Wineries get new tools for protecting trademarks, but disputes continue
While the business of protecting intellectual property recently got some shiny new tools, many of the challenges behind disputes between vintners about trademarks remain the same.
The Trademark Modernization Act of 2020 called for the U.S. Patent & Trademark Office to develop ways to streamline the dispute process and clean up fraudulent and unused marks. Those rules took effect in December.
A key update was the allowance of third parties, including the PTO director, to undertake cancellation of marks not in use through expungement and re-examination proceedings. Those are key because “it is more difficult for legitimate businesses to clear and register their own marks,” the final rule said.
Warren Dranit, an intellectual property attorney with Santa Rosa-based Spaulding McCullough & Tansil, explained the difficulty created by such unused trademarks.
“If a winery wants to introduce a new brand or mark, but one is out there standing in the way, you can’t go forward,” Dranit said.
The new process involves a $400 filing fee and a verified statement about “reasonable investigation of nonuse.” The PTO then is to pick up the effort, evaluating whether records warrant further inquiry. From that point, the one that registered the mark would have to provide evidence that it actually was in use to maintain that registration.
An improvement that came with the signing of the Trademark Modernization Act was the presumption of “irreparable harm” when there was a court finding of infringement, Dranit said. Before that, if a mark enforcement action was headed toward litigation, a goal was to get a preliminary injunction as quickly as possible.
Another new TMA rule that kicked in around the end of last year was a halving of the time applicants or registrants have to respond to agency action, reducing it to three months from six.
Fruit of the vineyard case
A wine trademark case that met a startling resolution recently after years in court was the battle over use of the name for a prized Napa Valley vineyard on labels. The Vineyard House in 2019 sued New York-based Constellation Brands, owner of Robert Mondavi Winery, over the use of the To Kalon Vineyard name.
Among its allegations, The Vineyard House claimed Constellation was putting the vineyard name on wine that may not contain fruit that really came from that property. Constellation countersued, claiming infringement of a name that had been used by Mondavi for three decades, well before it was acquired by Constellation in 2001.
A federal judge in California agreed with Constellation last year, granting a permanent injunction against The Vineyard House from using the name and awarding Constellation $2.3 million in attorney’s fees, out of the nearly $4.5 million it claimed. In her order, U.S. District Judge Yvonne Gonzalez Rogers wrote that it was a case that never should have been filed, no less make it to trial, Reuters reported.
While that outlay for legal costs was extraordinary, IP litigation can run into hundreds of thousands of dollars for even small North Coast vintners, Dranit said. But proactive searches for conflicting marks can be $40,000 to $70,000, and annual monitoring for registrations and filings of marks typically is much less, he said.
Cream of the dispute
In another clash over use of well-known industry names, Santa Rosa-based Jackson Family Wines, one of the globe’s biggest wine producers, a year ago sued Central Valley-based E. & J. Gallo Winery over the latter’s newly introduced Cask & Cream wine, claiming that it was similar to Jackson’s La Crema brand and winery, The Press Democrat reported at the time.
Jackson had previously clashed over the name with Gallo, the world’s largest vintner and owner of multiple North Coast brands and thousands of acres of regional vineyards. In 2013, Jackson objected to Gallo’s application to trademark “Cask & Cream,” the name of cream liqueurs it had been producing since 1996. In 2019, Jackson opposed Gallo’s registration of a mark for Cask & Cream wines.
In late January of this year, Jackson and Gallo reached a settlement with prejudice, according to court records.
Dranit, who wasn’t involved in the case, said the proliferation of wine brands, in particular beverage alcohol labels, generally can complicate IP cases.
“Part of what confounds winery and other beverage producers is that it is such a crowded field,” Dranit said. “And the vagarity is how wine brands relate to other brands in beer and other alcoholic beverages. How close do they have to be for infringement?”
Some legal analysis lumps all alcoholic drinks together, so if the marks get close there will be accusations of infringement, he said.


● **What the task asks**
All of the records below need to be written out exactly, but without the pictures.
*** Opening of Records to process ***
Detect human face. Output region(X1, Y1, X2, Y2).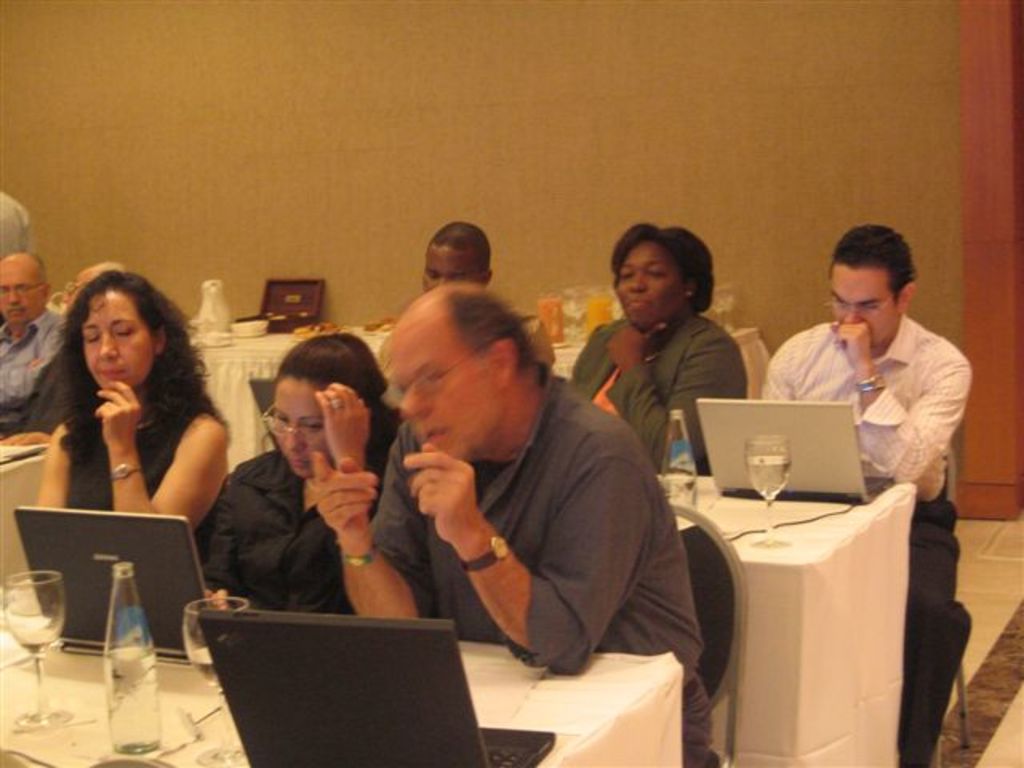
region(2, 256, 48, 320).
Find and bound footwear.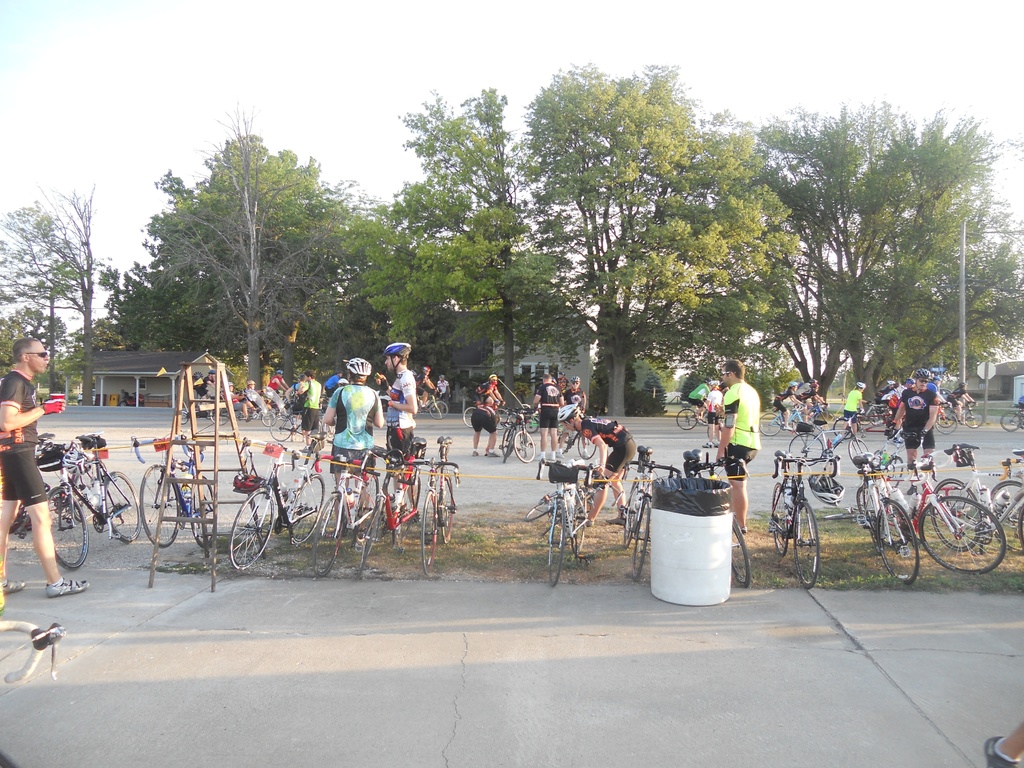
Bound: <bbox>397, 506, 422, 519</bbox>.
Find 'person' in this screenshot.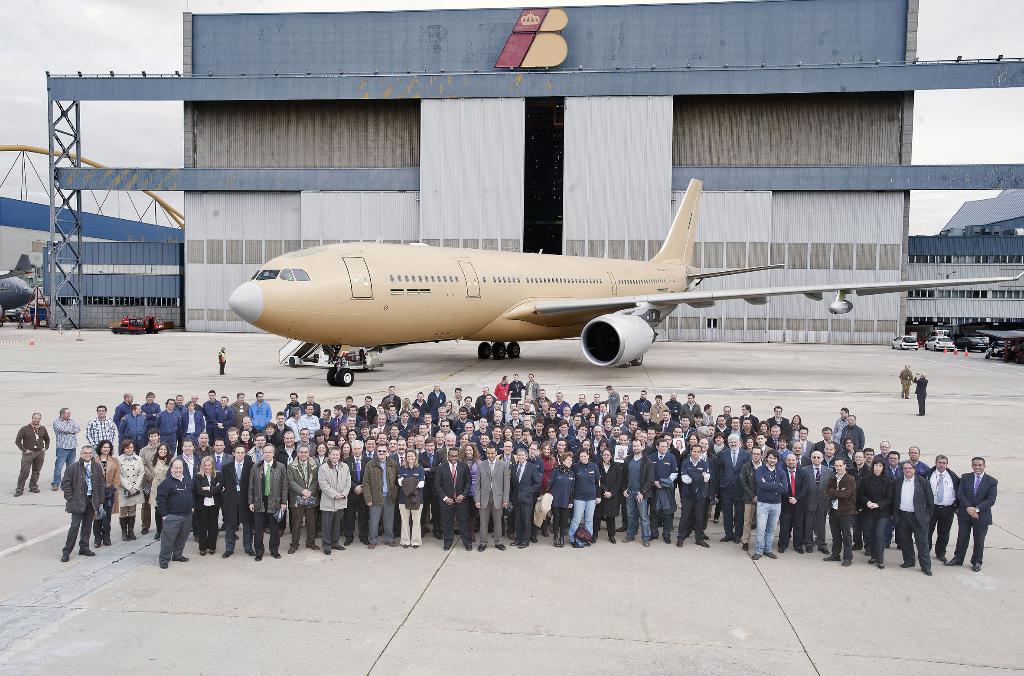
The bounding box for 'person' is (x1=209, y1=437, x2=232, y2=470).
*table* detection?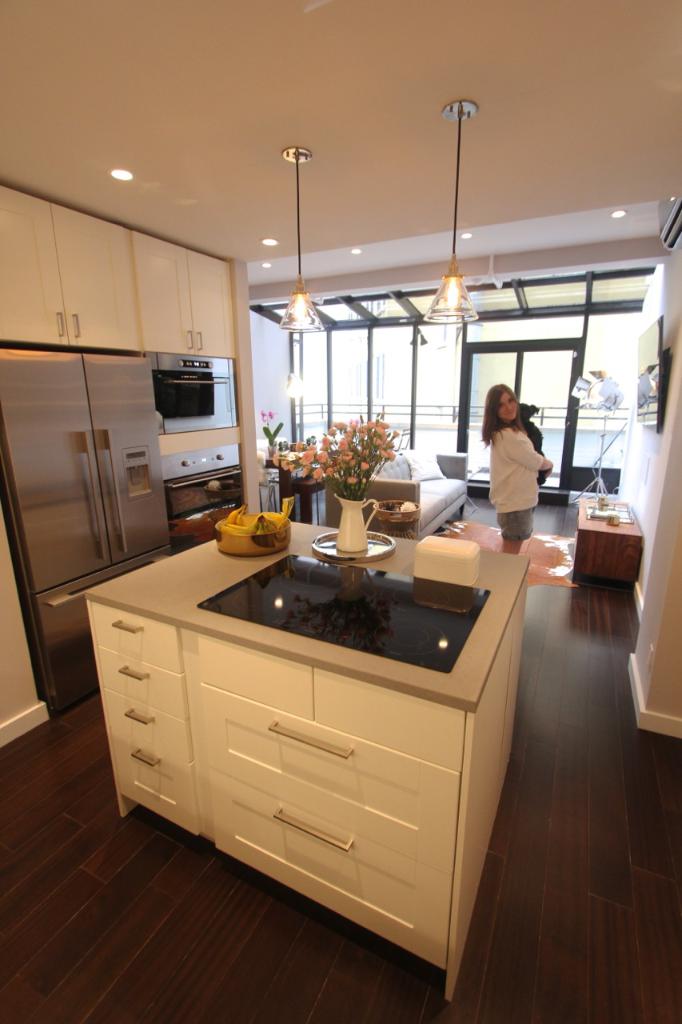
81 520 558 973
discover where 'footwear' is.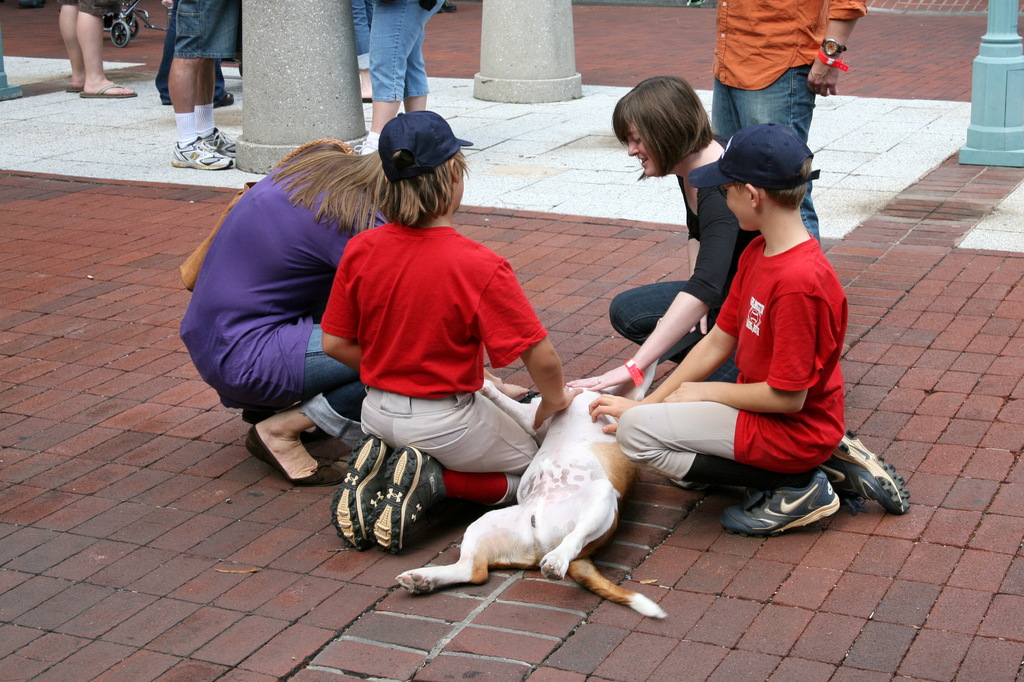
Discovered at l=301, t=427, r=352, b=457.
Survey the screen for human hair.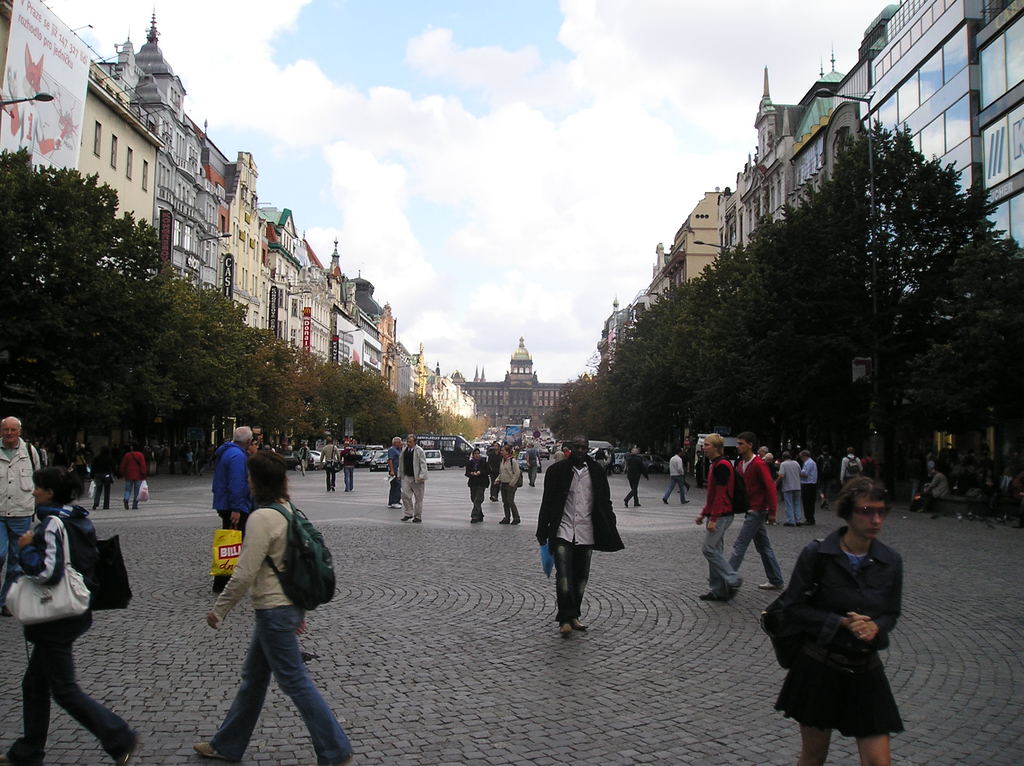
Survey found: <region>132, 443, 138, 449</region>.
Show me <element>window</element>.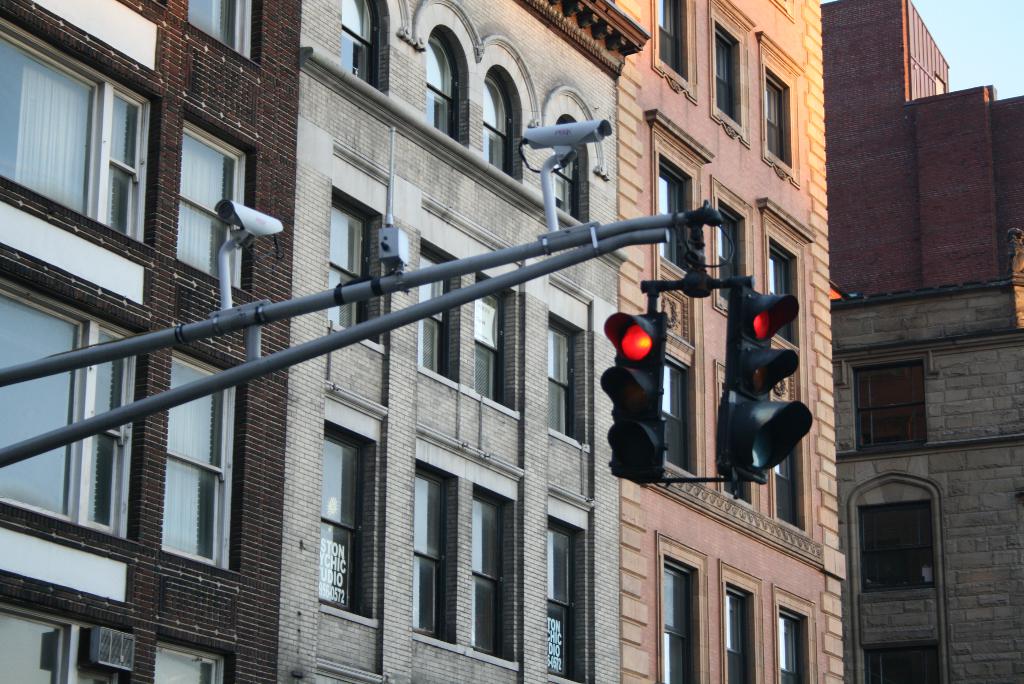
*** Close of Records to process ***
● **Output for this exercise**
Detect human face. Output region(X1, Y1, X2, Y2).
region(2, 256, 48, 320).
Find and bound footwear.
Bound: <bbox>397, 506, 422, 519</bbox>.
Find 'person' in this screenshot.
The bounding box for 'person' is (x1=209, y1=437, x2=232, y2=470).
*table* detection?
81 520 558 973
discover where 'footwear' is.
Discovered at l=301, t=427, r=352, b=457.
Survey the screen for human hair.
Survey found: <region>132, 443, 138, 449</region>.
Show me <element>window</element>.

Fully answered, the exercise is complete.